Monday, August 15, 2022

Glossary

  • Active audience: audiences who actively engage in selecting media products to consume and interpret their meanings.

  • Audience Categorisation: how media producers group audiences (e.g. by age, gender,
    ethnicity) to target their products.

  • Code: a system that uses signs or symbols to convey meaning. 

  • Connotation:  the suggested meanings attached to a sign, e.g., the red car
    in the advert suggests speed and power.

  • Convention: what the audience expects to see in a particular media text. 

  • Crane: any photograph taken using a camera mounted on an automated crane that can lift the camera into the air and move it in any direction. 

  • Cross-cutting:going back and forth between scenes in video editing, which frequently gives the impression that events taking place in many locations are happening simultaneously. 

  • Cut:a sudden, generally unimportant change in a movie from one scene to another.

  • Decode: to translate a coded communication into understandable form. 

  • Denotation:aspect of the sign that has a direct relationship with something real (the referent). 

  • Desensitization: audience is frequently exposed to graphic or violent material. 

  • Diegetic Sounds: sound that comes from the fictional world and can be seen, for example the sound of a gun firing, the cereal being poured into the bowl in an advert, etc.

  • Dissolve: a picture-to-picture editing shift that is progressive.

  • Diversification: where media organisations who have specialised in producing media products in one form move into producing content across a range of forms. 

  • Dolly: the camera may follow a topic while moving forward, behind it, or beside it. 

  • Encode: to change a communication system to a different one. 

  • Fade: a method of transition or opening shot used by film editors to gradually introduce viewers to fresh visuals rather than cutting abruptly between scenes. 

  • Flashback: a literary device used to insert older events into a chronologically ordered chain of events. 

  • Genre: media texts can be grouped into genres that all share similar conventions. 

  • Hypodermic needle theory: communication theory that contends the recipient fully and directly receives the intended message. 

  • Iris: a method used more frequently to close or open scenes in silent movies and television, but occasionally to highlight one particular feature over all others. 

  • Mass Audience: traditional idea of the audience as one large, homogenous group. 

  • Media Language: the specific elements of a media product that communicate meanings to audiences. 

  • Mise-en-scene: all elements in the frame. 

  • Negotiated Reading: the audience is aware of a text's intent and implications, yet they may also reject particular portions. 

  • Non-Diegetic Sounds: sound that is out of the shot. 

  • Oppositional Reading: the audience doesn't understand the text's meaning and may even not pay attention to it. 

  • Pan: the camera horizontally and move it around the scene in sweeping motions. 

  • Passive audience: the idea (now widely regarded as outdated) that audiences do not actively engage with media products, but consume and accept the messages that producers communicate. 
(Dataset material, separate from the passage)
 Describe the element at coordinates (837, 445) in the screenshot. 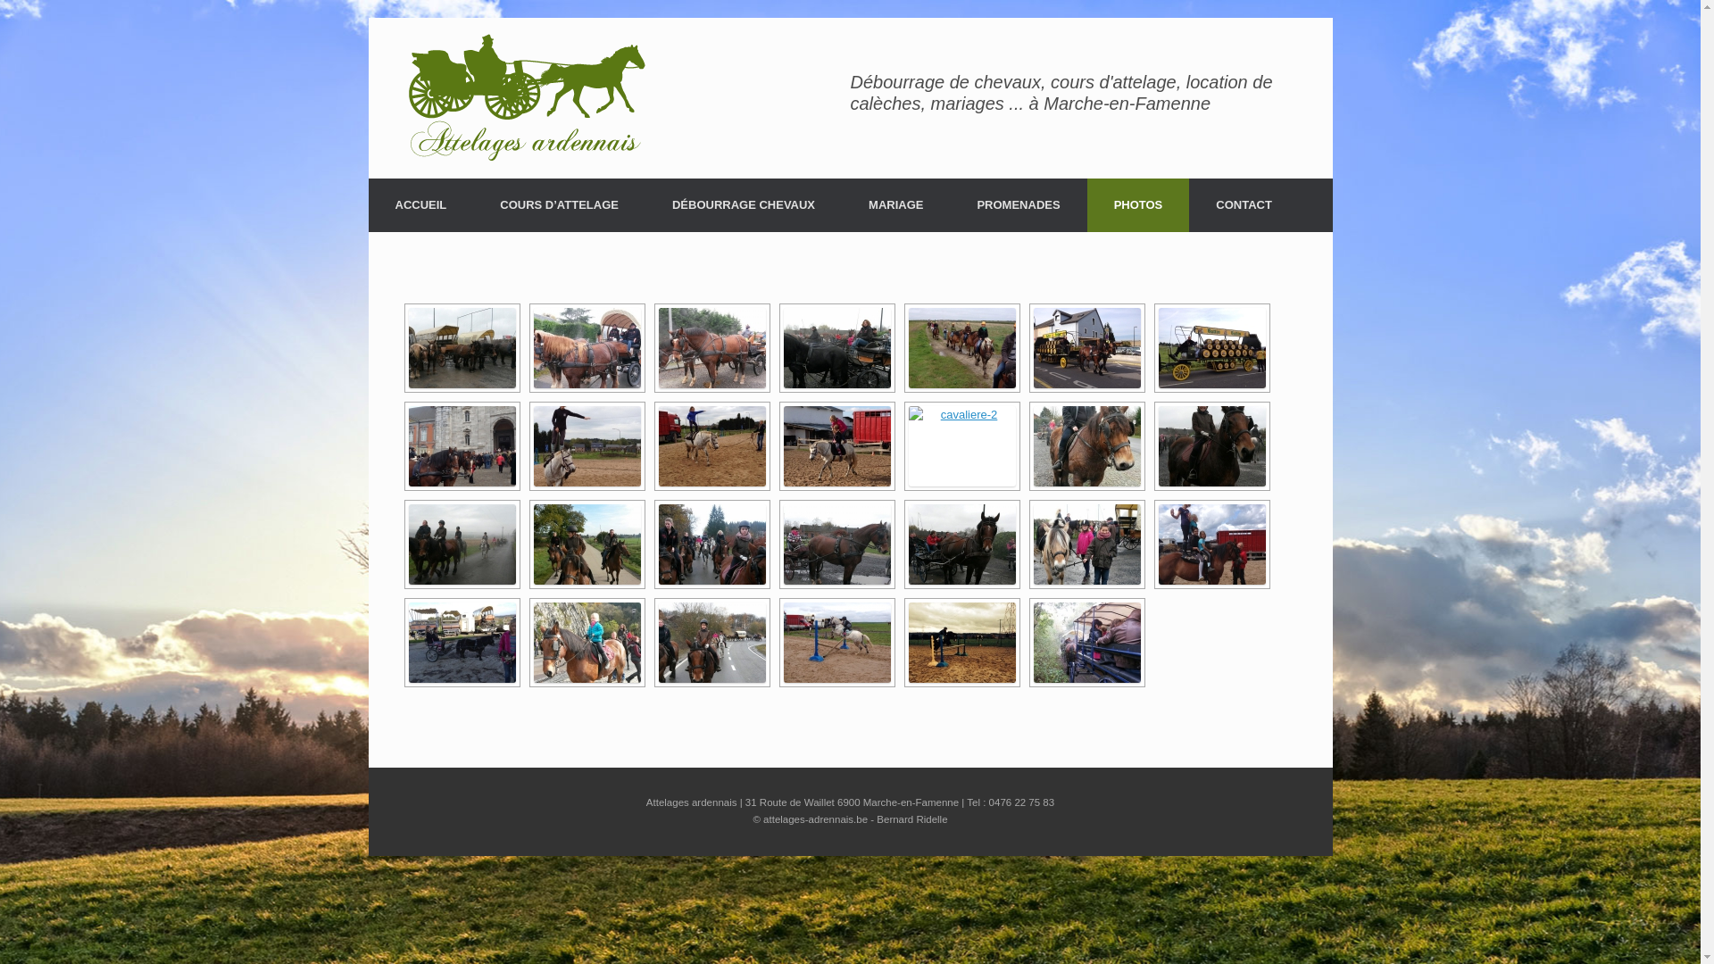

  • Preferred Reading: the content is understood by the audience exactly as the author intended; perhaps they share the same ideological viewpoint. 

  • Representations: the way in which key sections of society are presented by the media, e.g. gender, race, age, the family, etc. 

  • Reverse Shot: a cinematic device in which two characters are recorded separately from each other from various angles while appearing in the same scene. 

  • Reverse Zoom: a method used in movies to alter how far away an object is from the camera affects how it appears from that object's perspective.

  • Stereotypes: an exaggerated representation of someone or something. It is also where a certain group is associated with a certain set of characteristics. 

  • Tilt: a vertical movement where the camera pivots but the base of the camera stays stationary.

  • Track/Tracking: any shot in which there is a physical movement of the camera through the scene, whether it is sideways, forward, or backward.

  • Zoom: when a camera's focus length is changed to make the subject appear to be getting closer or farther away.